If we make a step back, I will be able to point to a second part of Milanović’s assessment on the independent Croatia’s UDBA fathers.

In June 1989, the then Croatian police banned the founding meeting of the new party, the Croatian Democratic Union. The meeting and the president elections were to be held in the hotel “Panorama”. There were two presidential candidates, Tuđman and Veselica. The results of the voting were unpredictable. However, it is not entirely clear whether they changed the location of the meeting overnight for the biggest certainty of Tuđman’s election or because of fear of the police. The assessments promoted these days by Milanović are, apparently, the confirmation of the former. The meeting actually started in the premises of the football club “Borac” on Jarun and ended with the unanimous vote for Tuđman. Veselica’s supporters were not informed on the location of the meeting, so they were not even able to submit a nomination, and even less vote. They searched for the meeting in an entirely different part of Zagreb and, of course, they were unsuccessful.

Of course, there is also a third part left, for the assessment taken over by Milanović so quickly. Exactly during the last days of December 1986, a dissident and political prisoner, partisan general Tuđman, at a more or less secret meeting, had conversation with the then senior Croatian official, Mika Špiljak. He was some kind of liberal in the Croatian party top, and primarily an opponent to Dr Stipe Šuvar, also a high party official, an author of the last Yugoslav index of books that needed to be banned, and the writers that had to be removed through a party discipline. Šuvar was probably the author of that document that was to be accepted by the party leadership, almost at the same time, which listed by name all of us that needed to be politically liquidated. Tuđman demanded from Špiljak the right to publish and print books, and, what may seem a bit strange today, the right to issue passports. The following year, in April, a document, as he had named it in his records, was showed again to the world after 15 years. This gave him opportunity for his first trip to Canada and visit to his key political allies.
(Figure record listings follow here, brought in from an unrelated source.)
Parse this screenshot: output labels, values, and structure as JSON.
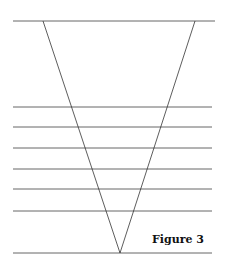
{
  "figure": {
    "caption": "Figure 3",
    "horizontal_line_count": 8,
    "shape": "inverted triangle (V) crossing a set of horizontal parallel lines",
    "colors": {
      "line": "#555555",
      "v_line": "#333333",
      "text": "#111111",
      "background": "#ffffff"
    }
  }
}
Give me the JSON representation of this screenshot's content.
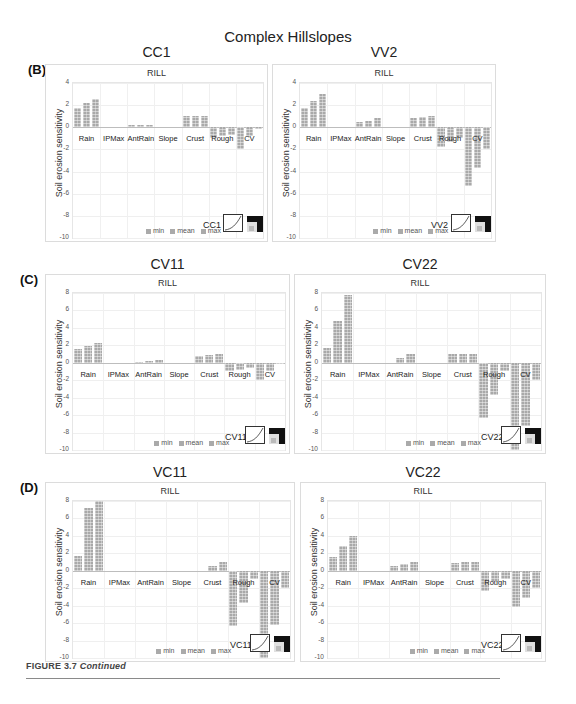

Shortly thereafter, a discussion was initiated on why Tuđman had got a passport so fast. Špiljak said in a later interview that he had requested so from the then chief of police. However, it was not enough. The passport application had to obtain a certificate in Belgrade as well. The truth is that the passport had already been issued to the Serbian opponent, general Milovan Đilas. It will probably be true that a similar request was repeatedly submitted by cardinal Kuharić and agile bishop Đuro Kokša to the Croatian authorities, and especially the president of the republic Ivo Latin.

I met the later in late eighties, during his several visits to Ljubljana, in relation to the large project led by my collaborator and friend Dr. Lojze Gostiša. It was about the agreements on how to obtain permissions of the Croatian Church for access to archives of Metropolitana, Zagreb archdiocese library, and take over for Slovenia such important Valvasor’s works. Gostiša later managed to make a reprint of the entire collection Iconotheca Valvasoriana with the help and cooperation of SASA. Of course, at that time I did not know the paths of the issuance of the passport of the future Croatian president, but I met the influential bishop, who was, as I estimate today, capable of the needed influence on the then Croatian authorities. The Catholic Church was Tuđman’s closest political ally all the time. However, a questionable thesis that all this was enabled by the then secret service appeared during the issuing of travel documents.

Milanović’s assessment from a couple of days ago was probably based on these assessments. Still, the question of actual reason for politically so binding position of the president of the largest opposition parliamentary party remains. And it is related more to the new president of the competing party, Andrej Plenković, and fear that not many controversial things can be found about him, than Tuđman. Particularly, he is much newer politically and thus essentially much less responsible for the current conditions in Croatia than former prime minister Milanović. This is why it was necessary to shift the attention of the upcoming elections to the old ideological disputes and to switch them away from the daily binding questions.